OSHA reviewing 45-minute delay before community warned of Alabama ammonia leak

By AP
Wednesday, August 25, 2010

OSHA eyes 45-minute time lag in Ala. ammonia leak

THEODORE, Ala. — Residents near an ammonia leak that sent 130 people to hospitals were not warned for at least 45 minutes after it was detected, a delay that some said Wednesday increased the risk to their safety.

Federal regulators are investigating the time lag, but the company and emergency officials said they acted as quickly as they could.

Millard Refrigerated Services said it first detected a leak at its plant on the Theodore Industrial Canal in coastal Alabama at 9:05 a.m. Monday, or 20 minutes before the Mobile Fire-Rescue Department said it was notified by a 911 call. By then, residents and workers along the canal had seen a white vapor cloud billow from the plant and some were running for their lives.

The director of the Mobile County Emergency Management Agency said it was about 9:50 a.m. — or 45 minutes after Millard said it first detected the problem — before the first siren went off. Ronnie Adair said his office learned of the problem at 9:35 a.m. and needed about 15 minutes to assess it, come up with an emergency message and notify broadcast media.

“I was pleased with our actions. We received the information and got it out as quickly as we could,” said Adair.

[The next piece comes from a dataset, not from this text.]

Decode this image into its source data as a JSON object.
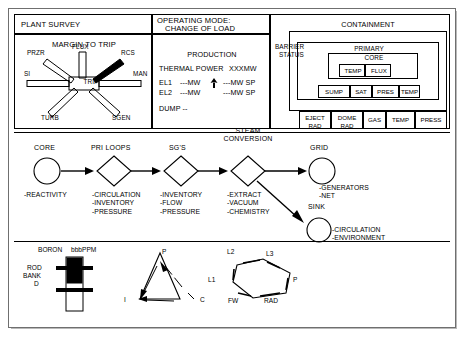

Charles Adams, who lives beside the plant and escaped without injury, told The Associated Press Wednesday that an earlier warning would have given more people time to get away from the plant on the western side of Mobile Bay.

“The alarms finally went off, but there were a lot of people who were hurt before they did,” said Adams, who escaped with his son and avoided breathing in the toxin.

At least nine people were treated in intensive care units, and one remained on Wednesday.

John Ponder, who owns nearby Deer River Seafood, was angry that neither the company nor emergency officials gave residents a prompt alert.

“There should have been an alarm that went off two minutes after that leak happened. Two minutes is too long,” said Ponder, who inhaled ammonia and is having breathing problems despite getting away quickly in his truck.

Millard CFO Brian Vinchur said the plant was evacuated, the leak located and stopped, and authorities notified within 20 minutes. An alarm inside the plant warned workers of the leak, which was on the roof of a three-story freezer, he said. Placing another alarm outside the building could create problems, including false alerts, he said.

“We do feel like we responded timely and appropriately,” Vinchur said in an interview from headquarters in Omaha, Neb. “There are steps you have to go through, and we believe we handled them … in a timely manner.”

The director of the Occupational Safety and Health Administration in Mobile said there appeared to be a substantial period between the leak detection and the warnings.

“It’s definitely something we’ll look at,” said Kurt Petermeyer. “That relates back to their emergency response protocol.”

Petermeyer said ammonia spilled from a burst pipe inside the plant, but investigators hadn’t determined the cause since they had yet to enter the area because of lingering ammonia fumes.

“This was a failure of a pipe, not a leak, and a pretty substantial failure,” Petermeyer said.

Jim Bennett, the state commissioner of labor, said Wednesday inspectors were sent to look at the pressure vessels, which his agency regulates. He said the company does not have a record of violations in maintaining pressure vessels.

The U.S. Department of Agriculture, which monitors safety in plants that process poultry, also has no record of previous safety problems at Millard Refrigerated Services, USDA spokesman Neil Gaffney said.

Ponder said fire trucks and medics were on the scene long before the warning siren went off.

“The whole other side of the river was … just a fog. I didn’t recognize it when it was right around me,” said Ponder, who was taken to a hospital by ambulance and still has a scratchy throat. “I had my shirt in my mouth because you couldn’t breathe. That (stuff) just about got me.”